Happy Shushan Purim… the craziness just ended for me.
What you are doing is definitely a worthwhile project. I’m wondering if there’s any simple way to map the wiki text to the WLC XML. This may be better to discuss on the -tech email list than in the comments section here, though.
I’ve gotten mixed signals in my contacts with HB, and the scans I’ve found have been of varying quality. Some of them are pretty good, others (it might have happened that the ones I chose when I sampled were particularly low quality) made it difficult to discern the nikkud.

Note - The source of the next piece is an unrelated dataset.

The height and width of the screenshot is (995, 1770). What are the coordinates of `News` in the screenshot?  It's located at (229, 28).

Is there any way to embed from Wikimedia commons, referencing a given page (image)? It’s one possibility I’ve been thinking of for our next-generation transcription tool so we would not have to store page images. I know it can be done with Google, which is what made me start looking at Google’s collections in the first place. Thanks for the heads-up, though, on Google locking down PD works outside the USA. If they are unavailable, then it really defeats the purpose of embedding from there. I was not aware of it. Again, better for discussion on -tech than here.

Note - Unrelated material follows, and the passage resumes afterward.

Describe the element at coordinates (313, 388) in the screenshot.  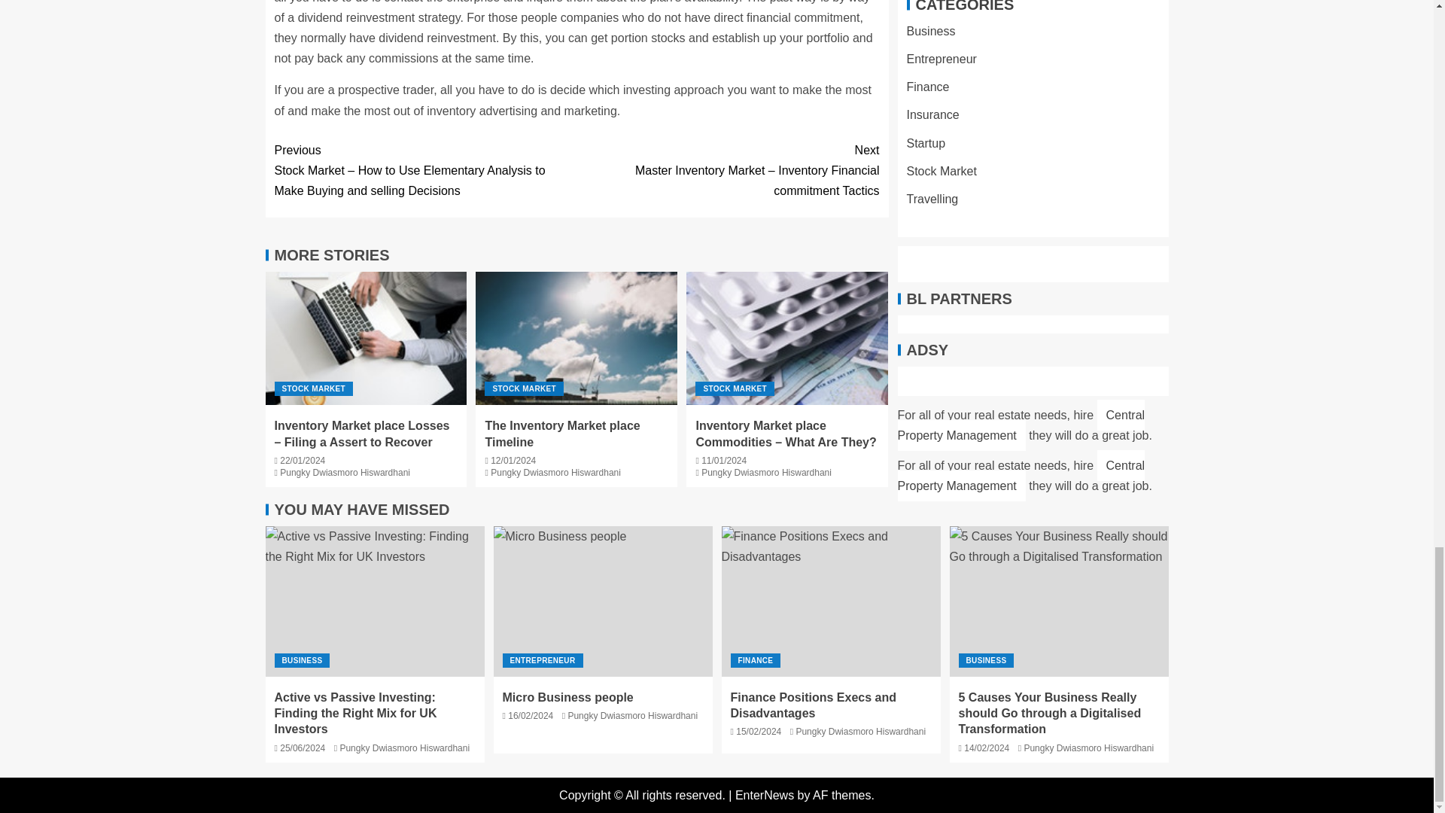
I see `STOCK MARKET` at that location.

Have to run but briefly: Re-use by embedding from Wikimedia Commons is described here (for non-Wikimedia sites):
http://commons.wikimedia.org/wiki/Commons:First_steps/Reuse
For Wikimedia sites it’s even easier. If a certain is being heavily used, though, why not upload it?

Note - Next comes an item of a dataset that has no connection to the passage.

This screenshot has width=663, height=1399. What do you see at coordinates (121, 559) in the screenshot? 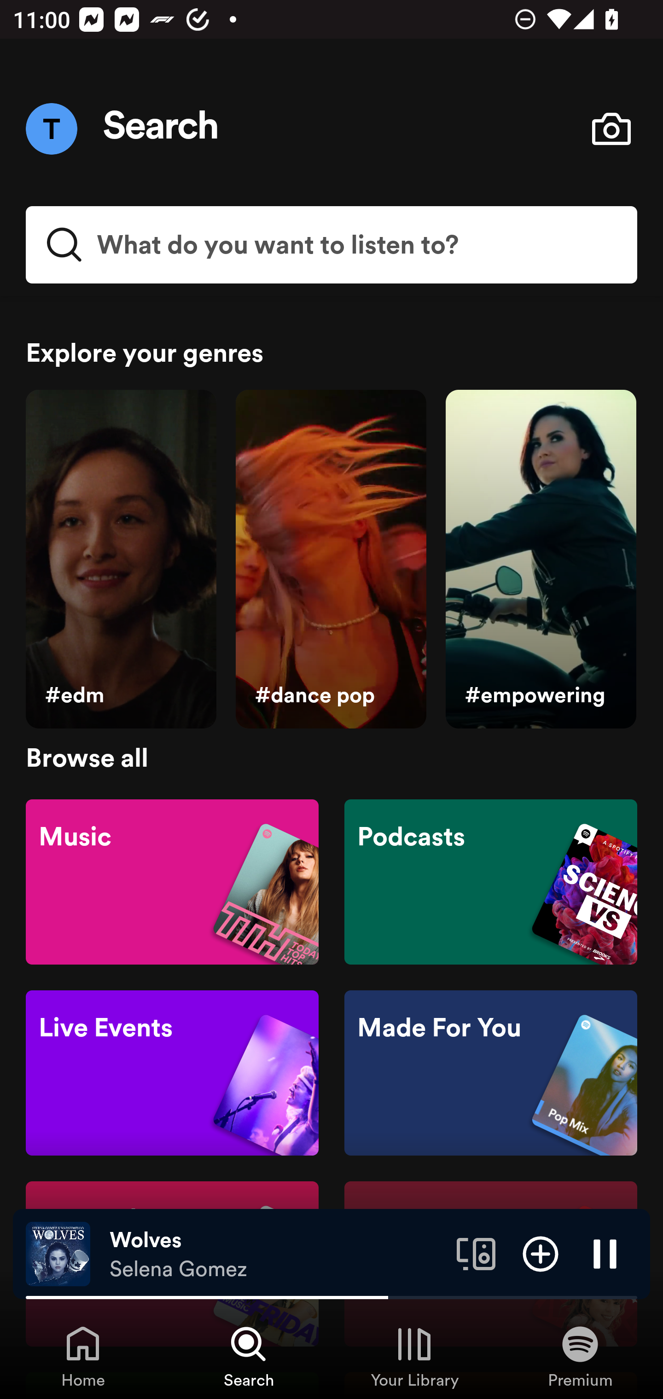
I see `#edm` at bounding box center [121, 559].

Our goal is to move off MediaWiki completely into a transcription application that feeds directly into our database.
I’m not sure how heavily any given page will be used. During the process of transcription, each page will probably be looked at a few times by a transcriber and proofreader. After that, the page image only serves as a reference. Offsite storage of page images takes a lot of storage resources, at the cost of bandwidth (for both sides of the transaction).
Hebrewbooks.org solves the problem by degrading the page images to low-resolution and monochrome, which sometimes works and sometimes doesn’t when the goal is to transcribe with nikkud.
Incidentally, the reason we use 1 image per page is because we set up the wiki before ProofreadPage could handle multipage files.
What’s the status of this transcription project? I clicked trough to the wiki but it the transcription pages dont seem to work anymore. I myself cannot transcribe but I could proofread if there is work to be done. I’m working on preparing a friday night siddur for a small indepenant minyan whose members use varying nusachim and have varying familiarity with hebrew (Im including varients for Ashkenaz and Ari and a full transliteration). For that project, I’m particularly interested in getting at the text for Kabbalat Shabbat and Shabbat Arvit.
Thnaks, Amir
We’ve moved transcription over to Hebrew Wikisource. See here for the transcription landing page, and here for the discussion page with links to archived transcriptions of Seder Avodat Yisroel that need proofreading.
Is there a PDF of this book in one file? The file name and icon above appear to be a PDF but clicking it takes me to the he.wikisource transcription app where I can view individual pages but not download the whole thing.
Sorry for just seeing your question here Marc. Everything on Wikisource uses the Wikimedia Commons as its repository. The PDF online there is linked from here.
Since 2017, we began using the Internet Archive as our main repository for scanned files. Because the Wikimedia Commons sometimes required downsampling derivative versions of higher quality PDF images (due to size limits), we made this change. But there are still some PDFs I put together from early on that (as of today) only have the Wikimedia Commons as their repository.